Before I left I had so many people asking me why I was going and I never once gave an answer that satisfied anyone, including myself. Except once when I told my friend Alyssa that I had forgotten but didn't care.
"Have you ever told a story so many times that you can't even remember the actual event, just what you've been telling people?"
Actual doubt in my convictions hadn't set in until my second night overseas. It wasn't my fault, either, it was my host's. I was staying at the home of a native Casablancan in Calogira, a village just outside that city. What I had expected when traveling in the Arab world was resentment, perhaps an identification between me and the foreign policy of my home country. Adil harbored none of that sentiment. Neither did he resent my wealth and the ease of life I enjoyed in the States.
Actually Khalid had the worst case of travellust I've ever seen. The Arab George Bailey, working for the benefit of his family while internally wanderlusting. The greatest injustice for him is the extreme difficulty Moroccans have in obtaining visas to almost any non-Arab country. His dream is the European holiday, larks to places like Paris and Bangkok. After a night on the town, zipping through traffic on his motorbike awash in violent aromas of spices, roasting meat, stale urine and shesha smoke, we retired to his living room to watch YouTube videos.

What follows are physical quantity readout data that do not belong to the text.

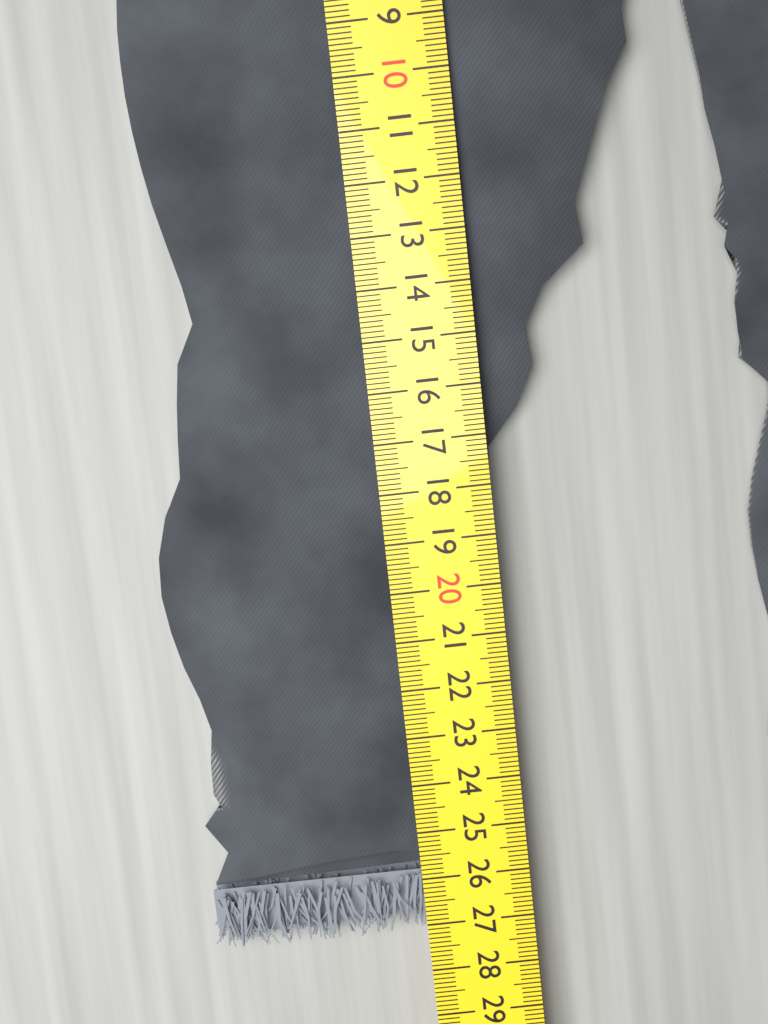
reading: 27.2 cm
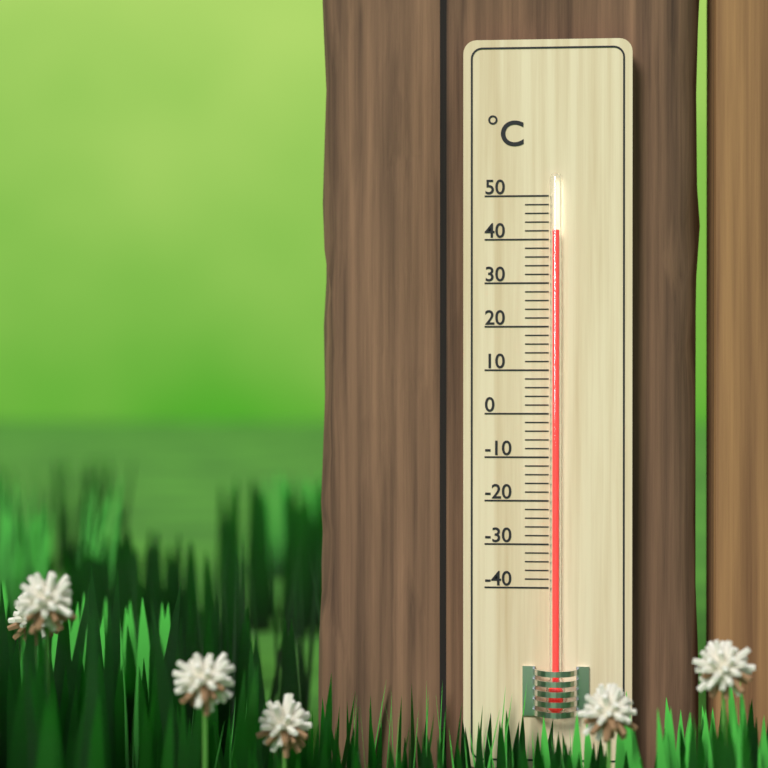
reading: 42 °C
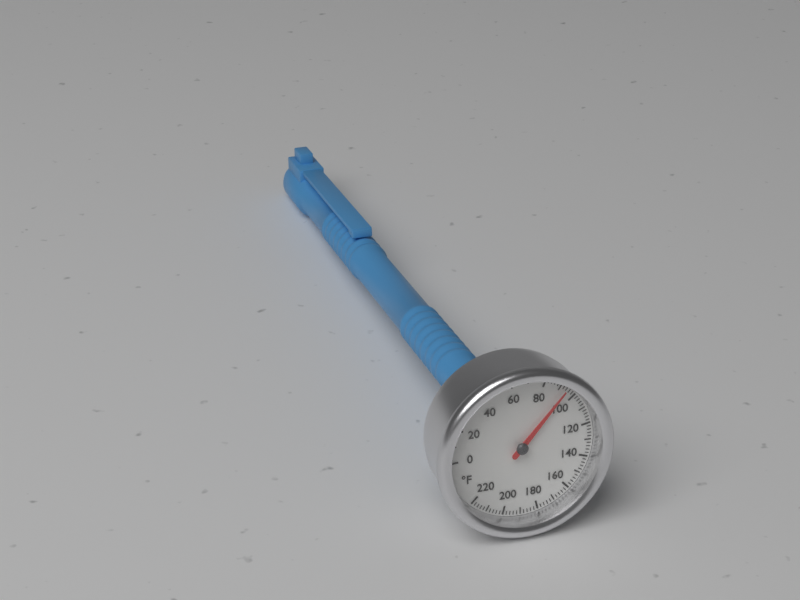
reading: 94 °F
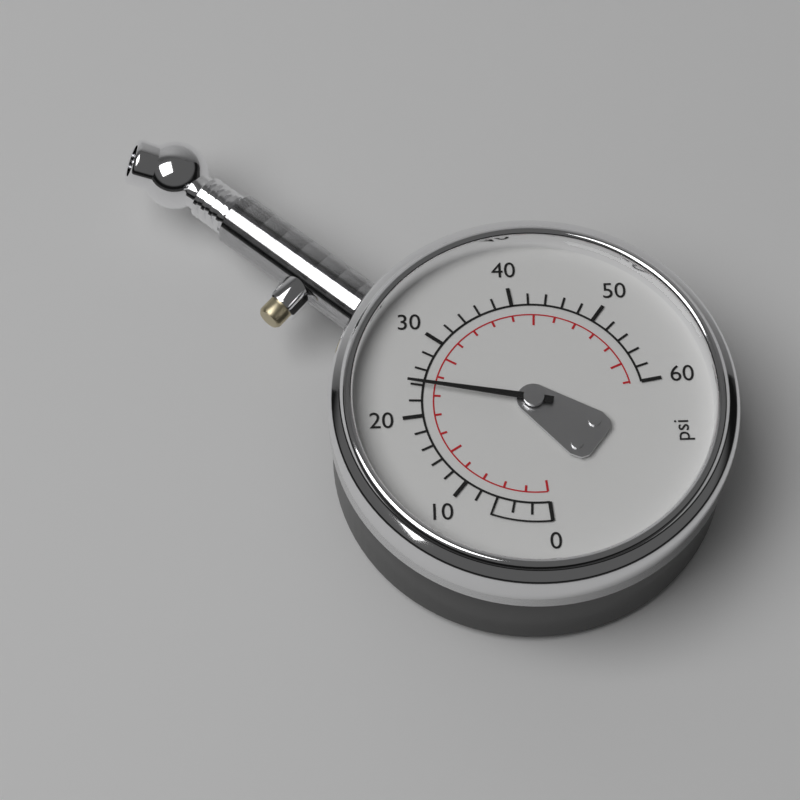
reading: 24 psi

We watched one horrifying video titled "Backpacking in Thailand === Brilliant!!!!" which depicted a crew of young and beautiful Brits romping around that country doing nothing but eating, drinking and sunbathing from what I could tell. Set to the tune of Lit's "My Own Worst Enemy." "Can we forget about the things I said when I was drunk?" goes the refrain. Not if you say, "Care to blithely frolic in a desperately poor country, playing the part of nutrients for a tiny section of the population which grows rich on tourists in the way an algae bloom grows on the surface of a polluted lagoon?"

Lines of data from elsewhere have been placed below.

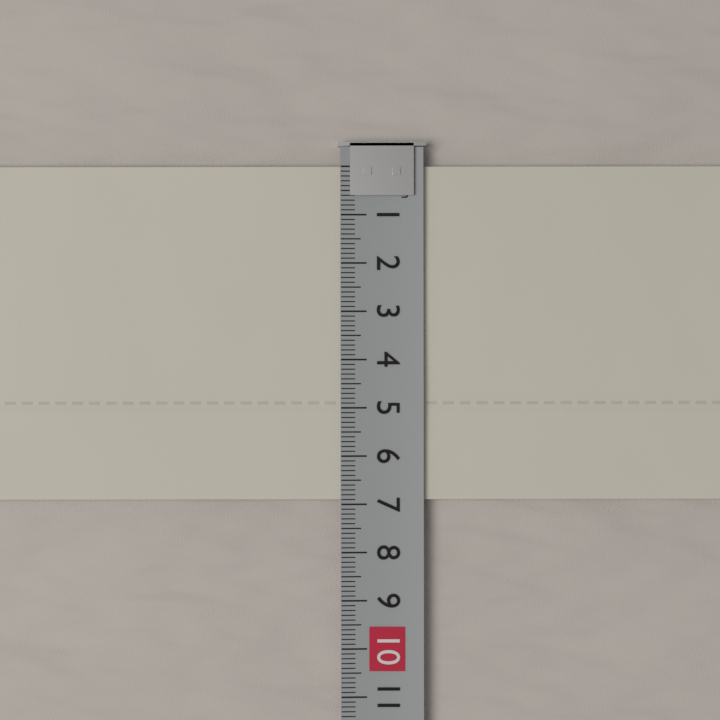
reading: 6.9 cm
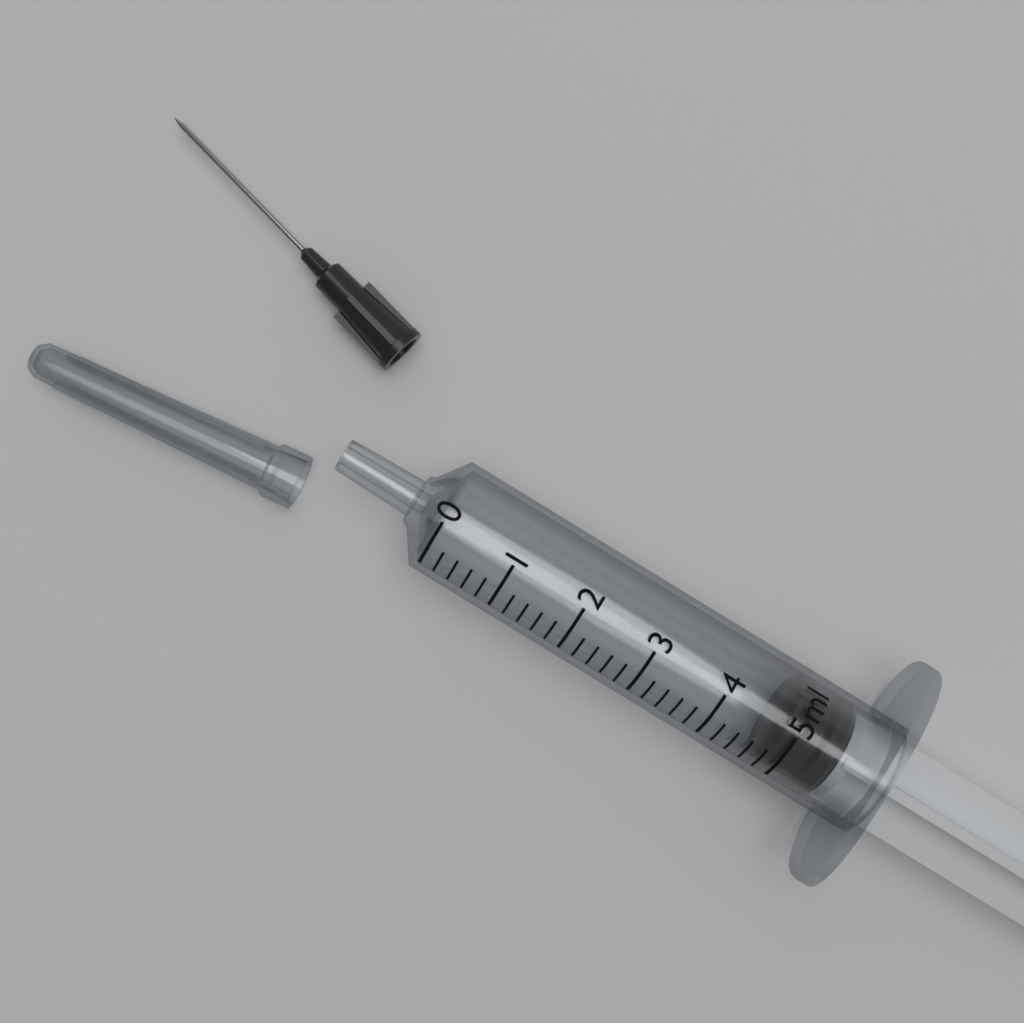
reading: 4.8 ml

My vitriol is always as its best when it's raised in my own self-defense. It was the first time I thought, "Really, what the fuck am I doing here? Collecting seashells on the beach?"
A week later, I was collecting seashells on the beach, a little after dawn. I was approached by a guy looking about my age, he had been watching the tide come in. He asked for money, but in Morocco refusing that request is no serious snub and we sat together on the rocks sharing my bottled water. He played us Eminem on his cell phone. I taught him how to count to 10 in English and he taught me how to say "prostitute" and "blow job" in Arabic. Eventually I realized it was late enough to start looking for a hotel, and he gave me his number, insisting that I call him later and invite him to share some dinner. "Maybe," I said in broken French. "I am sleep 12 hours, I think." I was tired, but we both knew it was a blow-off.

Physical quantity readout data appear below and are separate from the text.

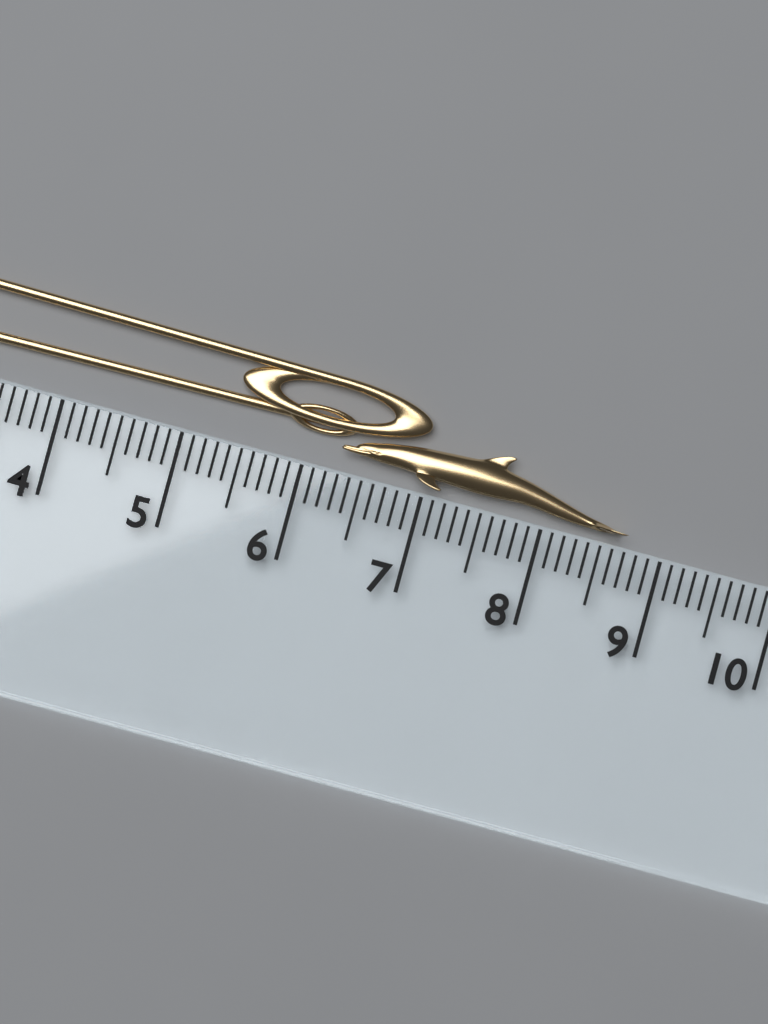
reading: 8.7 cm
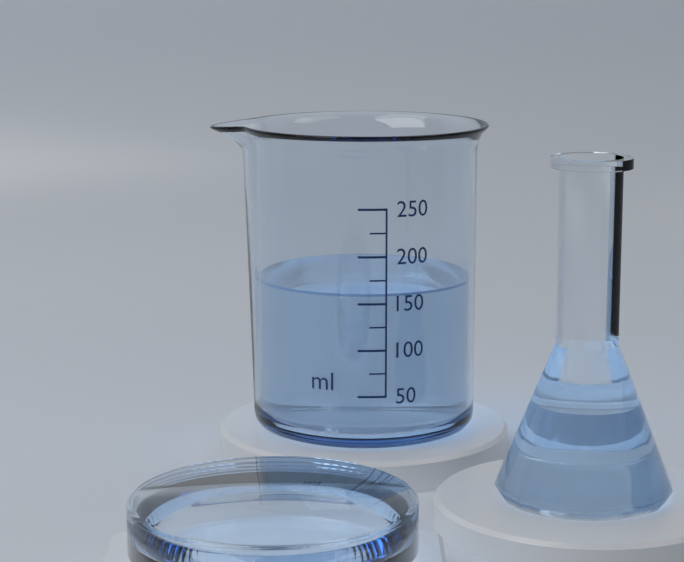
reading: 160 ml
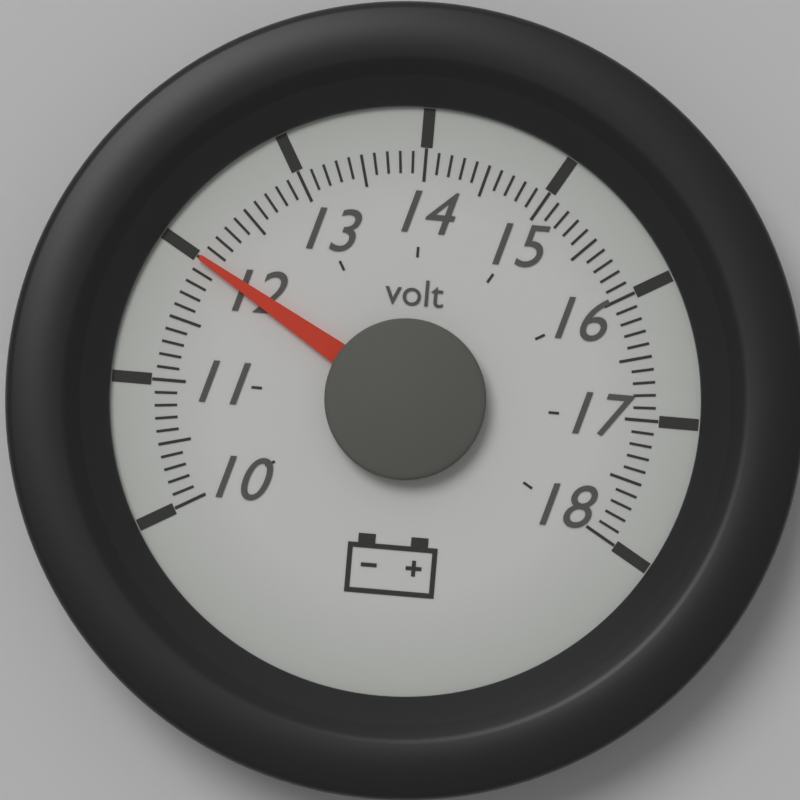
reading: 12.0 volt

Why shouldn't I have bought him dinner? Was it my innate stinginess? My cynical Chicago attitude of not giving anything to those who don't seem to truly need it? An Algerian man told me "Never give money to the young ones; if they are healthy they can work in the fields." If I had called him, he might have continued to petition me for handouts, but would it have been any harder to refuse them?
I ate that evening humbly, fish from a street vendor rolled up burrito-style in thin pita bread. It tasted tough and I felt lonely as I sat outside my hotel watching the touts pursue the tourists.
"Really, what the fuck am I doing here?"
Wow Tim, this is not your typical travel journal. Definitely a cut above. Strange impact indeed!